Right now you have control over the currency of your debt, like any real country, but after the PSI you will become no more than a province of the greater Eurozone, unable to modify your debt. Whether it is Brussels, Berlin, Washington or London that is calling the shots, you can be sure that after these negotiations and the next tranche from the Troika is in place, Athens will be powerless. Right now you have the power to lessen the debt burden by jumping the euro ship and valuing the new drachma at something like 50% of the current euro value. By doing this you have marked down the private sector and the public sector debt holders – this is a great advantage without even defaulting on those 94% written under Greek law. Don’t be shy, value the drachma aggressively lower, below where you think it should be, and then peg it. Euros will circulate together with the new drachma for a few days but Gresham’s Law guarantees that won’t last for long. When the euros are gone, drop the peg. The financial system will be a mess and the banks will be totally bankrupt. However, they are acting as if they already are, not making loans or assisting the economy in any way, so you won’t be losing too much, and you’re going to nationalize the banks anyway. It would be wonderful if the ECB helped out by supporting the new drachma for a year or so, but don’t count on it, as the Eurozone is in too much trouble to help. Remember, first one out is the winner and the pressure will shift to those remaining.

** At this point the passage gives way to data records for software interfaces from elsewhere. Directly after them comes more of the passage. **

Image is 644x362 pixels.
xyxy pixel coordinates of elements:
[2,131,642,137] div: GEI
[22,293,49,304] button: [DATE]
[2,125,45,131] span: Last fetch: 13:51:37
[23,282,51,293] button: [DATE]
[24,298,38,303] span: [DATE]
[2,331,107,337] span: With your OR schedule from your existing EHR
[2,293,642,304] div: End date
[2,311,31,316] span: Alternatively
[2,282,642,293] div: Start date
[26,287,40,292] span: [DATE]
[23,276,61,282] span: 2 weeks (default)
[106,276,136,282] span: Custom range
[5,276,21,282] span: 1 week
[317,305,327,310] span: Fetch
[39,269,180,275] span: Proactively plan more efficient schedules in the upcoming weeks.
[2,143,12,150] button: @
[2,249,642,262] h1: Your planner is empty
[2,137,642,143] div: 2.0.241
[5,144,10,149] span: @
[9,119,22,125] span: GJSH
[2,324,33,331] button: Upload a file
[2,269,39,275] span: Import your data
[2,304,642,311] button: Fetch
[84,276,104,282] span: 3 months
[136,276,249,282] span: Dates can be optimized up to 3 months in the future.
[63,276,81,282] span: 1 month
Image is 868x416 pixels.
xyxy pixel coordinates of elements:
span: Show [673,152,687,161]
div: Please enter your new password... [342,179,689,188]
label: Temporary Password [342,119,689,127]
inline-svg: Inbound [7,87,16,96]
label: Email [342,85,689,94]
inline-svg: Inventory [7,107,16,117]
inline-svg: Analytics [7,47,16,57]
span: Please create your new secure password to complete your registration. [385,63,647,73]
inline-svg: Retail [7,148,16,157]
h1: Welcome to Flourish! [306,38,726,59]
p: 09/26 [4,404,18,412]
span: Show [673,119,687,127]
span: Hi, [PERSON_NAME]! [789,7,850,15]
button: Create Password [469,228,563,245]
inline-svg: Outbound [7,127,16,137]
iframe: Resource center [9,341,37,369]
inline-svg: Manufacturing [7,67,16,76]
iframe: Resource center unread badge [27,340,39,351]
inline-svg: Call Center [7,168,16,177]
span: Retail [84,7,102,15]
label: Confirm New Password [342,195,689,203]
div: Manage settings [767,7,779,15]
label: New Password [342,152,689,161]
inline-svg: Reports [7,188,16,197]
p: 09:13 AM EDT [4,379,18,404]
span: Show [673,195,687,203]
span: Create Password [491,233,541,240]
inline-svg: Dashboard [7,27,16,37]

The self-serving cacophony from Euro-officials and Eurozone politicians arguing that you will be far worse outside the euro than in it are only promoting their own interests – not yours. For the last decade, Greece has been a great place to sell products, and Greece has been less and less a competitor in the marketplace as it was priced out of Europe. They’ve been making a fortune while Greek manufacturing has collapsed. Most important, Greece has been priced out of the vacation market. Aegean bound visitors now head to Turkey and on the Adriatic side they go to Croatia. With the new drachma dropping prices, TUI, Thomson Travel, and the other package vacation outfits will flock to your beaches setting off a boom. The negative side is that BMWs will be very expensive, as will all other imported items, so there will be some deprivation and inflation. Although there will be aggressive wage demands, you don’t have to give in. You will be free again to choose your course.

The standard of living will drop for everyone, but the offset is that tourism will come to life, manufacturing will be profitable again and the real estate market will be humming. All of a sudden, Greece will be a country where it is possible to make a living. Turkey has been locked out of Europe and has had a great time.